- [TASK INSTRUCTIONS]: In the material below, the required lines run from the one containing "Describe the element at coordinates (485, 31)" through the one containing "What do you see at coordinates (846, 62)". Copy those lines exactly, ends included, and nothing else.

- [PROVIDED MATERIAL]:
- Opening Delimiter -
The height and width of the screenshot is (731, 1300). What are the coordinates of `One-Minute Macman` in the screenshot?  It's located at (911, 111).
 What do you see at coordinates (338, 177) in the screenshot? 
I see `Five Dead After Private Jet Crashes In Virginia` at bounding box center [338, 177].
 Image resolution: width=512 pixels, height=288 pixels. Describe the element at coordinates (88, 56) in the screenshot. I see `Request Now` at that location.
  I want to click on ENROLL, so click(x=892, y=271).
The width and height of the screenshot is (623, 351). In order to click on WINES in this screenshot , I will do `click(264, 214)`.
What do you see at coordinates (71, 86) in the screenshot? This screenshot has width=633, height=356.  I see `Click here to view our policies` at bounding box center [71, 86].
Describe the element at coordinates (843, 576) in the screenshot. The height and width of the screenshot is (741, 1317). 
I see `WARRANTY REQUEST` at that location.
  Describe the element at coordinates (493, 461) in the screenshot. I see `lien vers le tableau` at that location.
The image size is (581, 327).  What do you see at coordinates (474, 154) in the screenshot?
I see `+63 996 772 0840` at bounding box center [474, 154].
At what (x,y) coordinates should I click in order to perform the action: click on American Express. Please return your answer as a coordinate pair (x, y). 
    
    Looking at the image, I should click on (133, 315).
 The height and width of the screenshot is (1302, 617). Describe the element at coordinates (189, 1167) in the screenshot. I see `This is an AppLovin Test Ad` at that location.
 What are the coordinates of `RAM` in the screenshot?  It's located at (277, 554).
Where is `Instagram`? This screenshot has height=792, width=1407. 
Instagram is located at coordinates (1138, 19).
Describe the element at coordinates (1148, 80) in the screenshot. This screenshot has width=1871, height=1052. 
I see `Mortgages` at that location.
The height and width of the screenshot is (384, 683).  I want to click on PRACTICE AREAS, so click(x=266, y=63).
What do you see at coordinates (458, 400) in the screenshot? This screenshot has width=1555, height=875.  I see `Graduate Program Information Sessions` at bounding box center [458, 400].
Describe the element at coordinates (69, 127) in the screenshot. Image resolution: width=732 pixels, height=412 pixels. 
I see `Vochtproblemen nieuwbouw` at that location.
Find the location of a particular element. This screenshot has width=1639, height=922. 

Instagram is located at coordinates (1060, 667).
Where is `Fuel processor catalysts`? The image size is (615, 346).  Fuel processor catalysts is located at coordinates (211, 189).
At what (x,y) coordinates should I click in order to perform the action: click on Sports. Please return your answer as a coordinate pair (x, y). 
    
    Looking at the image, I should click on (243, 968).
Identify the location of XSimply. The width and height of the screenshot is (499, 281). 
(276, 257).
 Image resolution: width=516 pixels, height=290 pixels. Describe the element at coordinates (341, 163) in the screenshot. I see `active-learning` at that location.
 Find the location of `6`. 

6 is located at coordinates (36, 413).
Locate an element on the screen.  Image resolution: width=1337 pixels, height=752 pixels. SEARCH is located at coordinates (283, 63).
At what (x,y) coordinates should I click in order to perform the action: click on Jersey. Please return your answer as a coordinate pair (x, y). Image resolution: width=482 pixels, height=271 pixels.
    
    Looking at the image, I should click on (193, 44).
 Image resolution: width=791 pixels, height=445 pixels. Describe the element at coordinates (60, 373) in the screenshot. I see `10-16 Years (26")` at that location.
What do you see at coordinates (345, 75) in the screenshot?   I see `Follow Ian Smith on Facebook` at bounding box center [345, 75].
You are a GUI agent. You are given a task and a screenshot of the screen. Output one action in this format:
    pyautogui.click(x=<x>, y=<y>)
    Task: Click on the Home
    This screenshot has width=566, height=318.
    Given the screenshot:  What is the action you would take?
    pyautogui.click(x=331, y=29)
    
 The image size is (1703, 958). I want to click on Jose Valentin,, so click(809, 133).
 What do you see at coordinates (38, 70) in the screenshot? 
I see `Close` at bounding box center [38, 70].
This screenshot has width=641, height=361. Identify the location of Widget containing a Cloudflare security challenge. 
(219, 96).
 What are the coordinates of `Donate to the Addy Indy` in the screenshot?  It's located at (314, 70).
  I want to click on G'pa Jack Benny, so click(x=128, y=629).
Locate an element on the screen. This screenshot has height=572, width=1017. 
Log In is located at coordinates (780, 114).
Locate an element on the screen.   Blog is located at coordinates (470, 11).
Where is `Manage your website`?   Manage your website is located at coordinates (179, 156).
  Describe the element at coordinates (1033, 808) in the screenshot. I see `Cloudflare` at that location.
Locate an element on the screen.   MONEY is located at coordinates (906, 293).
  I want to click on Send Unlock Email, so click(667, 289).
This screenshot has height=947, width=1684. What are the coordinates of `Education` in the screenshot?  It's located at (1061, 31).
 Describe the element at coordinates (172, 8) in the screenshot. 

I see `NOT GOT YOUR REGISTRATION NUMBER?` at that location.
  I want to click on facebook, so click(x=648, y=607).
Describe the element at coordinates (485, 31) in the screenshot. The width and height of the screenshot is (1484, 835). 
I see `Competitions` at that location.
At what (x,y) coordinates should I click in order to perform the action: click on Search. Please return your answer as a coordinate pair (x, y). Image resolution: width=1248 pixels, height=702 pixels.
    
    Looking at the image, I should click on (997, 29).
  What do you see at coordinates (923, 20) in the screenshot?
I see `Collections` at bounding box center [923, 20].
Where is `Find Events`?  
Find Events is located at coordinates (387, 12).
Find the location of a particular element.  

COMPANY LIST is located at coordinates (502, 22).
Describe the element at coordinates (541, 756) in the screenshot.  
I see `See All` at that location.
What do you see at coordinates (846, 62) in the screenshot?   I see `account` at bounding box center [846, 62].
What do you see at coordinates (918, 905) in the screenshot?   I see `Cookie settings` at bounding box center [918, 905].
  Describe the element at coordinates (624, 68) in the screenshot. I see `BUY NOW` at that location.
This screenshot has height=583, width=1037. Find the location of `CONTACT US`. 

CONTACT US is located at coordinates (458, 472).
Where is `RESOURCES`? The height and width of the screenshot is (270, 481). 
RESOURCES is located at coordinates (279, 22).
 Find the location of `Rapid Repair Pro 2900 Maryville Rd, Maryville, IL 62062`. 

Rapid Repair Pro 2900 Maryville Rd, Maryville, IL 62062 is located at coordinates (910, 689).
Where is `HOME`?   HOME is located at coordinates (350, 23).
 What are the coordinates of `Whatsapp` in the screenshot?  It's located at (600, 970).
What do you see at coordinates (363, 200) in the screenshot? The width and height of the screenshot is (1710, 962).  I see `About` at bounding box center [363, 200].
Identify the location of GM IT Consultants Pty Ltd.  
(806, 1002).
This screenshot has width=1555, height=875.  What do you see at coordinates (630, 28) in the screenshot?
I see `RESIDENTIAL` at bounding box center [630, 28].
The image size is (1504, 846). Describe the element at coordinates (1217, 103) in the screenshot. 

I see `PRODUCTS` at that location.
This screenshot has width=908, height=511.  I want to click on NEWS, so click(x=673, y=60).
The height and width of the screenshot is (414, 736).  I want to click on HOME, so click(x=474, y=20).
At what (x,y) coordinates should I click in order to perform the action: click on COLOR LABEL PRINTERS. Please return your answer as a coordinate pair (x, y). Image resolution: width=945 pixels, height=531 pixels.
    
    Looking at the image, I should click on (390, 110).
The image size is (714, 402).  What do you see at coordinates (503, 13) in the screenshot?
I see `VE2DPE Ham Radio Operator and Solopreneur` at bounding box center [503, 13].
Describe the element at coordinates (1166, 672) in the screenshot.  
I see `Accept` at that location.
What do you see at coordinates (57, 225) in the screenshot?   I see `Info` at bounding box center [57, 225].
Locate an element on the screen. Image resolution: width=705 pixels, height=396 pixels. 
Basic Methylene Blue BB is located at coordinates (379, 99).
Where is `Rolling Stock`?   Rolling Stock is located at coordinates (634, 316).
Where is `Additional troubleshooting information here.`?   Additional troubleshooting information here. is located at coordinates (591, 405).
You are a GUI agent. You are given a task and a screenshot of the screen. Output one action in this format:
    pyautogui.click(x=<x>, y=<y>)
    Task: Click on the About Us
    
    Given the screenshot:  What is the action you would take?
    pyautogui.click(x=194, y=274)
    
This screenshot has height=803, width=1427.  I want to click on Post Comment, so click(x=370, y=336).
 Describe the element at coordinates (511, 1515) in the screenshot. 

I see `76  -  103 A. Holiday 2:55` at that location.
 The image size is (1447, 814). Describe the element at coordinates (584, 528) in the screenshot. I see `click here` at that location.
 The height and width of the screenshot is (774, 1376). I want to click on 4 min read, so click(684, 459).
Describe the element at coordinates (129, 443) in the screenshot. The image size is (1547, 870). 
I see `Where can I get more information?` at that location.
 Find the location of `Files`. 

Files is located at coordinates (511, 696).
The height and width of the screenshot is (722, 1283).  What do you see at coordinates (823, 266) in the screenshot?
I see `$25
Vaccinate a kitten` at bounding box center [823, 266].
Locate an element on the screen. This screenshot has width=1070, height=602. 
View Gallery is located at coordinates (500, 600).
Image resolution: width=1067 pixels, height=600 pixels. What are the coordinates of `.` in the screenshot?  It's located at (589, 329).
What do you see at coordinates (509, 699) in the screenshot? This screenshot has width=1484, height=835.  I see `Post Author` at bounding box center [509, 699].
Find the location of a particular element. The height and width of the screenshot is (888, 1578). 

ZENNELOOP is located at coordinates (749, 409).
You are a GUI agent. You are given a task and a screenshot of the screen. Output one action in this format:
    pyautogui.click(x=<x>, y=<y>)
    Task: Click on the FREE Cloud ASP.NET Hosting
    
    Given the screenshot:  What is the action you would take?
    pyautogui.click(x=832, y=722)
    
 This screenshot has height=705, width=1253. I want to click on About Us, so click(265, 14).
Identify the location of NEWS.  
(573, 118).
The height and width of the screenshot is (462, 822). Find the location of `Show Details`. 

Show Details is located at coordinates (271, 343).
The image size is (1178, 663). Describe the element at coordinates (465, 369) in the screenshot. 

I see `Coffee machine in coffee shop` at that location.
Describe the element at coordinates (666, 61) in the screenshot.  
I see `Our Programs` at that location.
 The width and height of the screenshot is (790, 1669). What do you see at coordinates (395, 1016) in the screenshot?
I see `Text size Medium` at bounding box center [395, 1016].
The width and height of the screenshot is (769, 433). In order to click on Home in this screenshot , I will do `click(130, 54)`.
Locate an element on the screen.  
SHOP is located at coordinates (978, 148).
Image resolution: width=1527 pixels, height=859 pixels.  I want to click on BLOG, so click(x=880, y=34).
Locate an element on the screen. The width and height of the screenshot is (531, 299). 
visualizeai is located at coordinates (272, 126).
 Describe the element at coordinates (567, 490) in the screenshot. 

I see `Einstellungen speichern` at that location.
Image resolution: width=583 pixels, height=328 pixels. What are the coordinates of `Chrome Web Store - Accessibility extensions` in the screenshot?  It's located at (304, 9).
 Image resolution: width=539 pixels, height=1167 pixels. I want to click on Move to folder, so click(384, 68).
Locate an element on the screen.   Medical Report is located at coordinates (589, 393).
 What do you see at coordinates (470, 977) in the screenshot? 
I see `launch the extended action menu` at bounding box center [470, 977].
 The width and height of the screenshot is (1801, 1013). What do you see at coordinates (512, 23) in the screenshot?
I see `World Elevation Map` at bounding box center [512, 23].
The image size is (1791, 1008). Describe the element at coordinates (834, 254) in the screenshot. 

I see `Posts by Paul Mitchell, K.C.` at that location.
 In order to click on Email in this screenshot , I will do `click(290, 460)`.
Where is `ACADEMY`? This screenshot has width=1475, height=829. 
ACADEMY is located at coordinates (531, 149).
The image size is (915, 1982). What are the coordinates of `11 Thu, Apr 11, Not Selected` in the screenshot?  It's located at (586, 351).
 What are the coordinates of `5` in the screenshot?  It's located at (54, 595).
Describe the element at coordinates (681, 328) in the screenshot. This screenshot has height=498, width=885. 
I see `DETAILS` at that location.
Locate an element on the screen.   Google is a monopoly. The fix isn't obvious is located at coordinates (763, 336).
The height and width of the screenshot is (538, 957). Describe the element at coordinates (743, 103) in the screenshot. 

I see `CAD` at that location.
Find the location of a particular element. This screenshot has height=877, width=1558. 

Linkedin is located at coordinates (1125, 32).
- Closing Delimiter -
- [REPLY]:
Describe the element at coordinates (485, 31) in the screenshot. The width and height of the screenshot is (1484, 835). 
I see `Competitions` at that location.
At what (x,y) coordinates should I click in order to perform the action: click on Search. Please return your answer as a coordinate pair (x, y). Image resolution: width=1248 pixels, height=702 pixels.
    
    Looking at the image, I should click on (997, 29).
  What do you see at coordinates (923, 20) in the screenshot?
I see `Collections` at bounding box center [923, 20].
Where is `Find Events`?  
Find Events is located at coordinates (387, 12).
Find the location of a particular element.  

COMPANY LIST is located at coordinates (502, 22).
Describe the element at coordinates (541, 756) in the screenshot.  
I see `See All` at that location.
What do you see at coordinates (846, 62) in the screenshot?   I see `account` at bounding box center [846, 62].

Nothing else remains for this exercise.